I wonder if Chris will go to college, he thought.

Eve, he thought. Eve.

I must call Baxter. We’ll do Puerto Rico. We’ll make it, don’t worry, we’ll make it.

With the unbearable pain in his chest, and the car spinning forever to the swirling black waters below, falling like a stone, he thought, Poor David still wets the bed. Oh, Jesus, my poor

36

The music for Pinecrest Manor’s Third Annual Beer Party was live.

The leader of the band was a man who sold insurance in the development. He played trumpet rather forlornly and was followed sadly by four musicians who had come all the way from Queens and who looked upon these suburban shenanigans somewhat dimly. In Queens, people knew how to live.

The musicians read their sheets but they didn’t play with any particular gumption because October was a sad month and besides this wasn’t even a union-scale job. Not that there was any danger of a union representative asking them for their cards at this obscure American Legion hall. But scale should have been $22.00 per man, with double for leader, and the band was getting only $22.00 per man, with the leader — because of his civic attachments — forsaking the double salary. And so, though the music was alive, it wasn’t very lively.

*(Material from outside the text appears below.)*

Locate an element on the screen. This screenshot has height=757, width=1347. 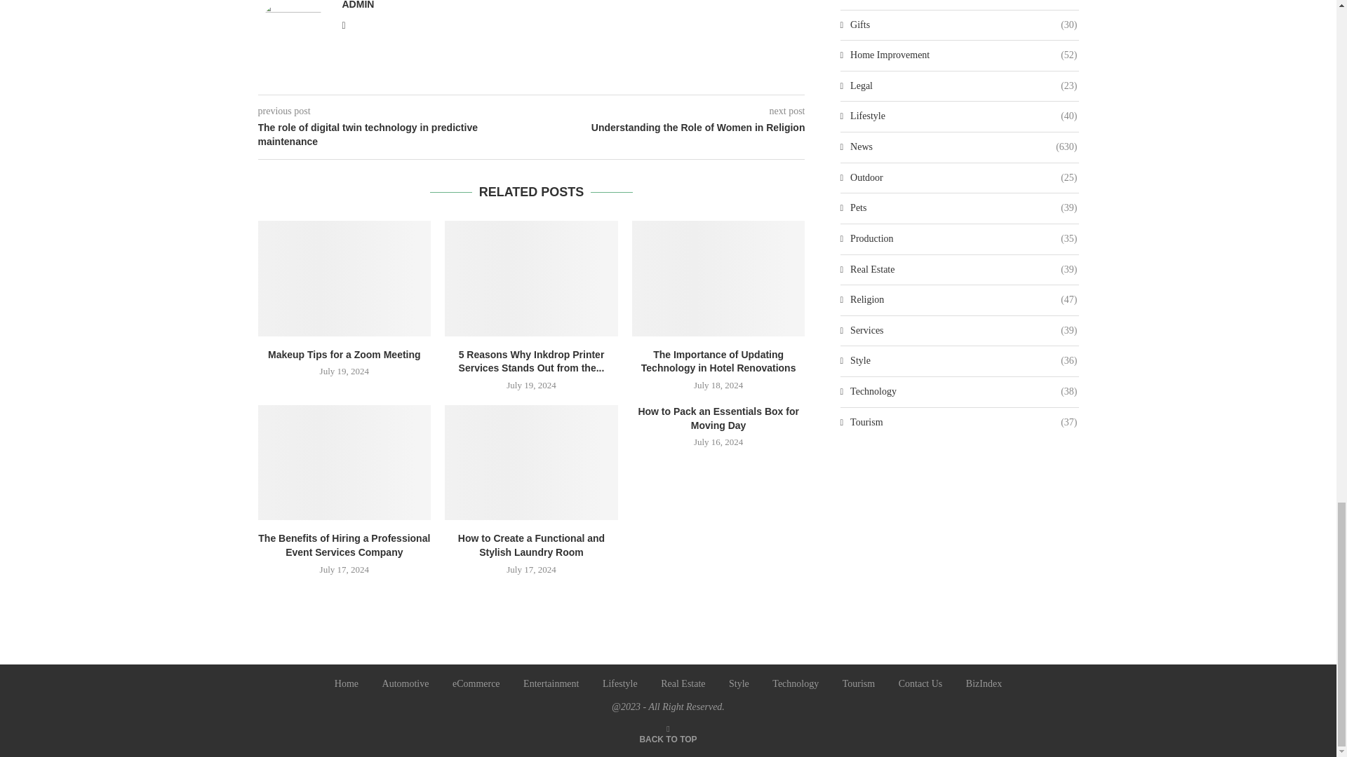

The musicians had arrived at 8:00 P.M. and were set up and tuned by eight-fifteen even though the party wasn’t scheduled to start until eight-thirty. A few early birds arrived on the dot. There were always, the musicians mused, a few early birds who arrived everywhere on the dot, as if unwilling to miss even a moment of the forthcoming festivities. The real exodus from Pinecrest Manor to the American Legion hall, however, did not begin until nine. By that time, all the baby sitters and mothers-in-law had received their detailed instructions.

There were, to be sure, some last-minute hassles with children in some of the development homes. But the children were being raised to understand that the night was a mysterious time of adult pleasures. Hadn’t Mummy and Daddy spent the whole day trying to make the kids happy, hadn’t they gone on all the rides at Joyland and eaten hot dogs and popcorn and had heaps of fun? So go to sleep, you little bastards. We don’t come to your parties, do we?

At nine o’clock, as if by prearranged signal, the front aluminum storm doors of the development ranches, Cape Cods, and split-levels opened. The women emerged smiling in their finery, and the men followed them to the cars. The sprinklers were going on the front lawns even though it was October already. The right to sprinkle was a God-given one which only reluctantly retreated before the approach of winter.

The sedans and the station wagons — of which many were in evidence — and the convertibles backed out on the concrete driveway strips and headed for town. There was a deep peace in the air over the development, an almost tangible feeling of heavy contentment. The street lights glowed warmly in the orderly streets. The lawns which had received their addict’s fix of 10-6-4 sparkled greenly under the glistening saturation of the sprinklers. There were warmth and beauty and bliss in Pinecrest Manor. On the front seats of the automobiles, the bottles of booze were wrapped in brown paper bags, the couples’ surnames inked onto the labels. There would be setups available at the American Legion hall. This was going to be a damn fine affair!

There was a lot of milling around in the entrance hallway, the couples who’d arrived alone trying to decide where they would sit and with whom. There was, too, the usual cloakroom bottleneck, but this was straightened out in time and it didn’t take long for friends to find friends. Chairs were pulled up to the long wooden tables, and everyone sat down in the cheerless wooden box which was the American Legion hall, and each neighbor looked at his neighbor with a patient, bored, anticipative expression which seemed to say, “Well, I’m here. Entertain me.” The men went for setups and then opened the whisky bottles. The band began playing. Drinks were poured. Chairs were shifted. Laughter resounded throughout the hall.